The Arms of Sleat have been borne by the Sleat Chiefs since before 1689. A version of these arms was registered in Ulster’s office and emblazoned on the letters patent creating the Irish Peerage in 1776. In the 1910 Sleat matriculation the most important (because it is the original and basic) quartering has the black galley on a silver instead of a gold field.
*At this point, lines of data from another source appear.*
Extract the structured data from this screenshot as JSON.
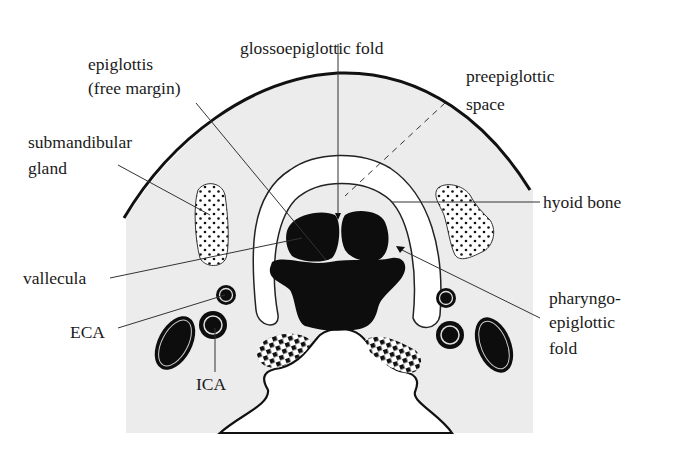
{
  "figure": {
    "colors": {
      "background": "#ffffff",
      "tissue": "#ececec",
      "structure_fill": "#0d0d0d",
      "outline": "#111111",
      "hyoid_fill": "#ffffff"
    }
  },
  "labels": {
    "glossoepiglottic_fold": "glossoepiglottic fold",
    "epiglottis_line1": "epiglottis",
    "epiglottis_line2": "(free margin)",
    "preepiglottic_line1": "preepiglottic",
    "preepiglottic_line2": "space",
    "submandibular_line1": "submandibular",
    "submandibular_line2": "gland",
    "hyoid_bone": "hyoid bone",
    "vallecula": "vallecula",
    "pharyngo_line1": "pharyngo-",
    "pharyngo_line2": "epiglottic",
    "pharyngo_line3": "fold",
    "eca": "ECA",
    "ica": "ICA"
  }
}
Meanwhile, in 1810 the Chief and Captain of Clanranald matriculated arms; again not the High Chief’s coat but a differenced version.
The state of affairs after 1910, therefore, was:
(1) Since at least 1689 the Crown had recognised a “Macdonald of Macdonald,” i.e. a High Chief of Clan Donald, but he had never recorded his right to the forfeited chief’s arms (the black galley on a golden field), and indeed these arms were in the hands of the Crown because of the 15th Century forfeiture.
(2) During the high-chiefless period between the 15th and 17th Centuries three (or four) local chiefs had become established: Clanranald, who matriculated arms in 1810, but whose bearings were known long before from seals and armorial MSS: Glengarry who matriculated arms in 1797, but whose bearings were also known long before: Sleat who matriculated in 1910, but whose arms are again known from long before (and then Macdonald of Islay, now perhaps represented in the female line by the Earl of Antrim, but long settled across the Irish Channel). While the Lord Macdonald of the time was incapable, these three Scottish local chiefs (none of whom had any right to be High Chief, great chiefs though they were), made a treaty together according precedence among themselves by the spin of a coin. This was the period when the Clan Societies took an active interest and mislearnt the details of the situation.
(3) As soon as the present Lord Macdonald succeeded he took steps to matriculate his insignia as Macdonald of Macdonald; and as such was accorded by the Lord Lyon a special scutcheon over the old Sleat quarterings, to which escutcheon he only is entitled, for it is the ancient coat of the High Chiefs of Clan Donald: The black galley and red eagle on a golden field. This was recorded in his name in 1947.
Briefly then, Clan Donald have borne arms ever since the time of the first Macdonald – Angus Mor, a son of Donald, who died in the late 13th Century. The original chiefly coat was “Or a Galley Sable”, to which was added later a red eagle for Ross. This was forfeited on the downfall of the last Lord of the Isles in 1493, constructively restored by the recognition of Sir Donald Macdonald, 3rd Baronet of Sleat, as Macdonald of Macdonald in 1689, and by the restoration of the Sleat lands as the Barony of Macdonald in 1727, and effectively restored on the matriculation of the present Macdonald of Macdonald in 1947.
Footnote to the Online Edition.
See also A Closer Look at West Highland Heraldry by Alastair Campbell of Airds, Unicorn Pursuivant of Arms. For representations of the arms of the current chiefs, see The High Council of the Chiefs of Clan Donald. – R.K.W.M.